Comparison of numbering
Eight of the sonnets appear in all three versions.
First line | Original | Westmoreland | Revised |
---|---|---|---|
Thou hast made me, and shall thy work decay | 01 | 01 | |
As due by many titles I resign | 02 | 02 | 01 |
O might those sighs and tears return again | 03 | 03 | |
Father, part of his double interest | 04 | 16 | 09 |
O, my black soul, now thou art summoned | 05 | 04 | 02 |
This is my play's last scene, here heavens appoint | 06 | 06 | 03 |
I am a little world made cunningly | 07 | 05 | |
At the round earth's imagined corners, blow | 08 | 07 | 04 |
If poisonous minerals, and if that tree | 09 | 09 | 05 |
If faithful souls be alike glorified | 10 | 08 | |
Death be not proud, though some have called thee | 11 | 10 | 06 |
Wilt thou love God, as he thee! then digest | 12 | 15 | 08 |
Spit in my face you Jews, and pierce my side | 11 | ||
Why are we by all creatures waited on? | 12 | ||
What if this present were the world's last night? | 13 | ||
Batter my heart, three-personed God; for you | 14 | 10 | |
Since she whom I loved hath paid her last debt | 17 | ||
Show me, dear Christ, thy spouse so bright and clear | 18 | ||
O, to vex me, contraries meet in one | 19 | ||
Spit in soned God; for you | 07 |
Quotations and adaptations
- Nine of the sonnets were set to music for tenor and piano by Benjamin Britten in August 1945.[9][10]
- The lines "Death, be not proud, though some have called thee / Mighty and dreadful, for thou art not so" (HS 10) are often quoted—as, for example, in Margaret Edson's Pulitzer Prize–winning play, Wit (1995), and the movie of the same name.
- The first line of HS 14, beginning "Batter my heart three-personed God", are cited by such artists as Hendrik Hofmeyr and in such productions as John Adams's opera Doctor Atomic.[citation needed]

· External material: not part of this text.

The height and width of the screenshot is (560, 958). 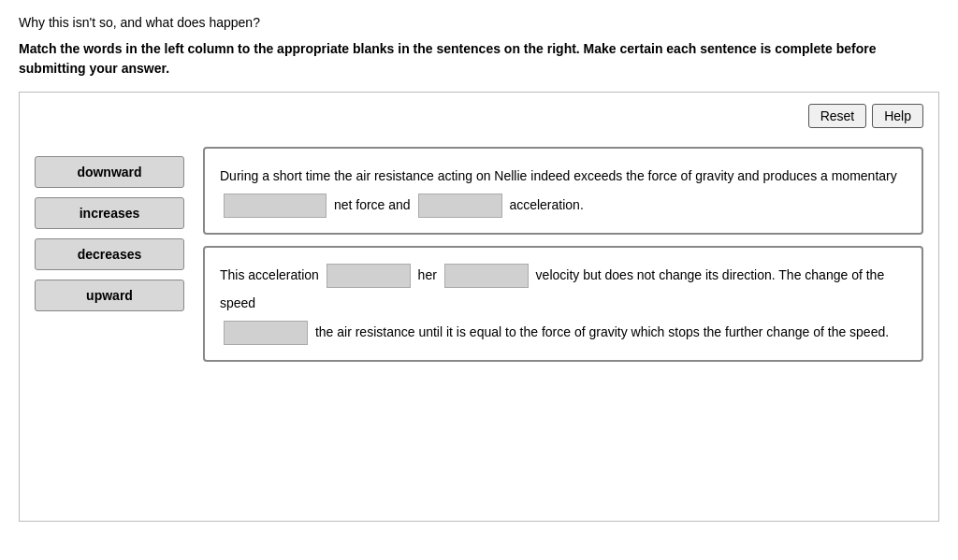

- The first nuclear weapon test, Trinity was named by J. Robert Oppenheimer after some extracts of the Holy Sonnets.
Notes
References
- Cummings, Brian (2007). The Literary Culture of the Reformation: Grammar and Grace. Oxford UP. ISBN 978-0-19-922633-7.
- Cummings, Robert M. (2000). Seventeenth-century poetry: an annotated anthology. Wiley-Blackwell. ISBN 978-0-631-21066-5.
- Evans, Peter (1996). The music of Benjamin Britten (2 ed.). Oxford UP. ISBN 978-0-19-816590-3.
- Ruf, Frederick J. (1997). Entangled voices: genre and the religious construction of the self. Oxford UP. ISBN 978-0-19-510263-5.
- Stringer, Gary A. (2005). The variorum edition of the poetry of John Donne. Vol. 1, part 1. Indiana UP. ISBN 978-0-253-34701-5.
- White, Eric Walter (1970). Benjamin Britten: his life and operas. U of California P. ISBN 978-0-520-01679-8.